Erik Nebel is a contemporary comics maker, whose body of work is predominantly published digitally. The comics world is founded on a history of printed matter, and it often unintentionally disenfranchises work that is strictly made for the web. Web comics typically have their own forum apart from comics made for print, which is self-categorizing. Erik Nebel’s comics dominate their platform, in terms of simplicity for means of visual distribution, as well as accepting and employing the screen to their advantage in regard to color and motion.
Erik Nebel, from a formal standpoint, uses the elements of color, scale, pattern (repetition) to create a connection with their audience without means of establishing “character” descriptions. We look to Erik’s images of fluid, moving, form-ambiguous figures across the page, with the only rigidity in their work in the sequencing across the template of three rectangular panels.
It is a primitive instinct to read groups of figures as multiple persons when placed in the same space, so the setup of the comics are a defining line, implying a narrative. It’s a simple mechanism (the three panel grid) but without it, it would be a different kind of comic. If anything, the stationary structure of the grid enhances Erik’s graceful forms, and stark choices in color/contrast. Comics made for print usually see a loss in translation to the digital screen, but this is where Erik does their best to exploit the gap between the two. Nearly every strip they create vibrates between lines, flat against flat.

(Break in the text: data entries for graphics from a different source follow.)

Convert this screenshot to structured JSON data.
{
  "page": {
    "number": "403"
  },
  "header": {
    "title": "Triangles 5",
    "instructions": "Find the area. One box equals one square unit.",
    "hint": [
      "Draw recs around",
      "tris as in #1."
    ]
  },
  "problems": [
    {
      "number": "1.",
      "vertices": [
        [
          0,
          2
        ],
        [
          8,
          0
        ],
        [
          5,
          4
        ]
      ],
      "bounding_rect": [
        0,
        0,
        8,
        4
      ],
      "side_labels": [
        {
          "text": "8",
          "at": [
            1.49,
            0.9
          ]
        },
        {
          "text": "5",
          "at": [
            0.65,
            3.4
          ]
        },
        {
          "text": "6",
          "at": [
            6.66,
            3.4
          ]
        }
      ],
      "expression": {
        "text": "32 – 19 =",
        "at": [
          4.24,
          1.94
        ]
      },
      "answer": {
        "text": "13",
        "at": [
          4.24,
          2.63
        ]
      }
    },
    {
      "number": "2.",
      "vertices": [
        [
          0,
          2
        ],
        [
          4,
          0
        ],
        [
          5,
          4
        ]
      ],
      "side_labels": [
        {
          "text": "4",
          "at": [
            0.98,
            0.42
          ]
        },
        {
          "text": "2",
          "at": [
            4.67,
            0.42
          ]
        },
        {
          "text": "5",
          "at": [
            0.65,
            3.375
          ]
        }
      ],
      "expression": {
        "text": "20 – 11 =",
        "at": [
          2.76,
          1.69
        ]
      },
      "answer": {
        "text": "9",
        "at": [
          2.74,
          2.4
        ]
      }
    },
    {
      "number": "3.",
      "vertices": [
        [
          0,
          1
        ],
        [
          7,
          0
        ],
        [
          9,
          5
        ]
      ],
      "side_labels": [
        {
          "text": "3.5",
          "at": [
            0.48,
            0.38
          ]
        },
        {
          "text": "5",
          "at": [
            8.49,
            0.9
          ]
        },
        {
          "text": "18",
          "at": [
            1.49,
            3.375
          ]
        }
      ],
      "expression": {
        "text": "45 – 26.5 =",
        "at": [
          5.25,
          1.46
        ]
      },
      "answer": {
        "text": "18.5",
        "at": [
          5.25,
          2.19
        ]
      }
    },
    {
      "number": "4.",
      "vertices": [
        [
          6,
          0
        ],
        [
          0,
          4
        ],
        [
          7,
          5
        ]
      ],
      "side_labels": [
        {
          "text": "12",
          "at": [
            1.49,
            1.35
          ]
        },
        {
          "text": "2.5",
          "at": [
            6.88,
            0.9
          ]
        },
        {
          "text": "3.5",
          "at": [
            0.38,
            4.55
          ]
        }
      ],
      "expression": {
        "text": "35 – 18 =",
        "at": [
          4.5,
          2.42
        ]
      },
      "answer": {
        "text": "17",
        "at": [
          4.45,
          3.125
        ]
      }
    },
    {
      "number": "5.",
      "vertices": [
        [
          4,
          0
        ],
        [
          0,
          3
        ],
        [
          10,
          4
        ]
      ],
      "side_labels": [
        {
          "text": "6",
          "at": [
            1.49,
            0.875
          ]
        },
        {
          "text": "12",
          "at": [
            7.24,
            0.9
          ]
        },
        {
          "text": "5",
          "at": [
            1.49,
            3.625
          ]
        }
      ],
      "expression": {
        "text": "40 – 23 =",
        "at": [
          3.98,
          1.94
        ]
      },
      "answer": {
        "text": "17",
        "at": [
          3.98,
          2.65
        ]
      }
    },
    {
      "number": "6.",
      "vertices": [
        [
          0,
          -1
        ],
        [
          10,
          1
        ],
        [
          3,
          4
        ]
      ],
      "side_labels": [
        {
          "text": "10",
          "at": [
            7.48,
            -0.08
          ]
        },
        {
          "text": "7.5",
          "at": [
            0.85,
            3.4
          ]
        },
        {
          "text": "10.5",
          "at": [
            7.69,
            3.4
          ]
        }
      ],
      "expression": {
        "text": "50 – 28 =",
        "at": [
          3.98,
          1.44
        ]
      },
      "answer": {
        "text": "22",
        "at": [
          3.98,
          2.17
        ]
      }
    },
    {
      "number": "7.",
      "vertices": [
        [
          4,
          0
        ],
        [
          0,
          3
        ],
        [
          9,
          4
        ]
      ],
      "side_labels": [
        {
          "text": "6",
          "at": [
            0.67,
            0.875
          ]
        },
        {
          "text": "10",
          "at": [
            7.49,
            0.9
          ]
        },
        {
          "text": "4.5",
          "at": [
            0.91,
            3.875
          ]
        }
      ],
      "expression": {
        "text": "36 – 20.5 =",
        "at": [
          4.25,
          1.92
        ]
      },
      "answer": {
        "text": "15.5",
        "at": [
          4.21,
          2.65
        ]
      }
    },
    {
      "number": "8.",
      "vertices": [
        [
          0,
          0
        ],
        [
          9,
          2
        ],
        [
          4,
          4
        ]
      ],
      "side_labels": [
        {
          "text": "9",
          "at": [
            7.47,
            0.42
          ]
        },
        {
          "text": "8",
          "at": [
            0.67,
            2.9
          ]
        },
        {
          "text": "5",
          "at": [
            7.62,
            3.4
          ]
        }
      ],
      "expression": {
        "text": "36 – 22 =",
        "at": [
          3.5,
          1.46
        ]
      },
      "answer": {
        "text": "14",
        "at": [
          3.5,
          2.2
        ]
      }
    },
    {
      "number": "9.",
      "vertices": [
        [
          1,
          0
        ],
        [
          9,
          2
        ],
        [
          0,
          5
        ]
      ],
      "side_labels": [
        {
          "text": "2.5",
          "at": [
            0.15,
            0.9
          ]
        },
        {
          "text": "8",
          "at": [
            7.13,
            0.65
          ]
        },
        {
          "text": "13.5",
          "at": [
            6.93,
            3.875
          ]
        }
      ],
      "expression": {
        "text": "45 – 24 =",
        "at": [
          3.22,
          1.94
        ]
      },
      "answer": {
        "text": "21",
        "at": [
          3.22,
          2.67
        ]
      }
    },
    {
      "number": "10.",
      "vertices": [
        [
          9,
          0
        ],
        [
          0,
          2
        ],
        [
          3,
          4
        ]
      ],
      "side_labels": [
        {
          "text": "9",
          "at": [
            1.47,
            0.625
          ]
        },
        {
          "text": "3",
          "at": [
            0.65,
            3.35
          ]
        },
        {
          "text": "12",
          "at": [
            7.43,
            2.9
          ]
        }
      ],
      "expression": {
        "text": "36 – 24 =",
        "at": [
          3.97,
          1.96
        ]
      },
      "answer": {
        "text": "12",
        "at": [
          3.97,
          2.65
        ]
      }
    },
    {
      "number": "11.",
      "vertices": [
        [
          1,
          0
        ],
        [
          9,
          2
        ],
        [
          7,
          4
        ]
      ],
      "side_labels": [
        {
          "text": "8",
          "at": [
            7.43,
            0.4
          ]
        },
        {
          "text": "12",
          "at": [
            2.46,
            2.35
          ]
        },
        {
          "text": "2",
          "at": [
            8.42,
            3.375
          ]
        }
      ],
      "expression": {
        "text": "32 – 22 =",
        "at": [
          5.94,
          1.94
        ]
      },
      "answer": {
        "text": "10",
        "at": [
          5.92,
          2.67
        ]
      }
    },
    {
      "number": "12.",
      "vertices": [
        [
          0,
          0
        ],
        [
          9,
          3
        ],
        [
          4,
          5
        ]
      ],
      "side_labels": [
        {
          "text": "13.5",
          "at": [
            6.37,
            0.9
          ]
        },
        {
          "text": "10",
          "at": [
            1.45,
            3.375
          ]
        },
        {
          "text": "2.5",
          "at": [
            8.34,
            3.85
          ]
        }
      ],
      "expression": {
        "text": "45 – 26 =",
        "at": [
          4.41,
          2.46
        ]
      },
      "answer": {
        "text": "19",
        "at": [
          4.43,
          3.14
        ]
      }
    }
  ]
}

In 1963 Josef Albers published a book known as Interaction of Color, and described various principles, one being the Bezold Effect. This effect describes a color illusion called “optical mixture” where two or more colors perceived simultaneously are seen combined. From the impressionistic painters we have learned that they never presented, let us say, green by itself. Instead of using green paint mixed mechanically from yellow and blue, they applied the two unmixed in small dots, allowing perception of the green – as an impression. (Incidentally this is the same principle used in 4 color process printing).

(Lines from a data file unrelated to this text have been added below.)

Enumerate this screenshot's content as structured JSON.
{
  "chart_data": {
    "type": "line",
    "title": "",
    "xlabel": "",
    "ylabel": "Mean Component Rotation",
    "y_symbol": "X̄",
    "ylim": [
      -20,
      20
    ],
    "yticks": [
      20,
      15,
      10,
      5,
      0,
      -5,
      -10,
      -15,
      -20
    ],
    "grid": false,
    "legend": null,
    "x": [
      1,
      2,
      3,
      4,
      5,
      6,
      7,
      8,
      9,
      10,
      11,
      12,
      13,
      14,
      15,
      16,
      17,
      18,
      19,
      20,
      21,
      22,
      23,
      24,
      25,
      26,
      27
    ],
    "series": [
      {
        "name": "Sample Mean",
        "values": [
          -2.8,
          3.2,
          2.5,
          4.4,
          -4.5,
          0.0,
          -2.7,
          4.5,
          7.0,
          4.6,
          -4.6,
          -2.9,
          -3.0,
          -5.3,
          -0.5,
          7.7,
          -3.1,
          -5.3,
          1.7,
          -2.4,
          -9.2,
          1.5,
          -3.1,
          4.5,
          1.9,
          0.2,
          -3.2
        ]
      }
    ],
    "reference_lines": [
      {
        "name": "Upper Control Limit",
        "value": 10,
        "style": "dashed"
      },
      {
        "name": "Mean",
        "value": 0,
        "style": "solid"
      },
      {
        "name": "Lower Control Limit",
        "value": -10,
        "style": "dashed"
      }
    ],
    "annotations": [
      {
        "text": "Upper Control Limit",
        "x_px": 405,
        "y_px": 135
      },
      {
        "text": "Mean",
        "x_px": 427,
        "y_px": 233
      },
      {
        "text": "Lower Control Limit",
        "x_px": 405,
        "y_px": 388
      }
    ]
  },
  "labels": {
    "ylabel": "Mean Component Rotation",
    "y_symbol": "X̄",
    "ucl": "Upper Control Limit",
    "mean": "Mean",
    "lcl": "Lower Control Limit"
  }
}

Nebel’s colors are joyous and spontaneous, working to retain your attention as the eye reads the figure. The colors appear to have no code, which is important to the narrative of the non-binary; the stories are of figures in ecstasy, emotion.
When we look at the way the images relate to figures in art history, we can see Matisse. Bold color and iconography only suggesting “Humanity”, to tell stories of spirituality. When we talk about the Eastern perceptions of gender in imagery, they see male as an Earth figure, carnal and woman pertaining to the spiritual. The figures we see in these stories are both and neither. They are charged and meditative. I do not assume any comics maker is looking to be regarded through a lens outside their intentions, but the language of images is made for these sort of relationships.
Looking outside of a formal breakdown of Nebel’s comics, we see a space for loud, silent moments. For figures which best express themselves by means other than speech. We are challenged by Erik’s images, in such a way that while the digital screen generally promotes the shortening of the attention-span for images, this timing is thrown off by the interactive quality of Erik’s work.
Timing is one of the variables in comics that is controlled through the panel (largely through multiple panels), and Erik manages to alter this further through means of color, in very limited space. This questions what other ways of interacting with our readers we cartoonists may be overlooking.
Erik Nebel is not only a deft cartoonist demonstrating new boundaries, but with these comics is forcefully pushing a space for social change.
—————————————————————————————————
Erik Nebel has been published in print in Best American Comics 2015, and listed under Notable Comics in Best American Comics 2016. They have a 96 page compilation through Yeti Press of their online work. Erik Nebel participates with The4PanelProject (exploration of the four panel comics format) and you can see more of their work on their tumblr, where they post a new comic everyday.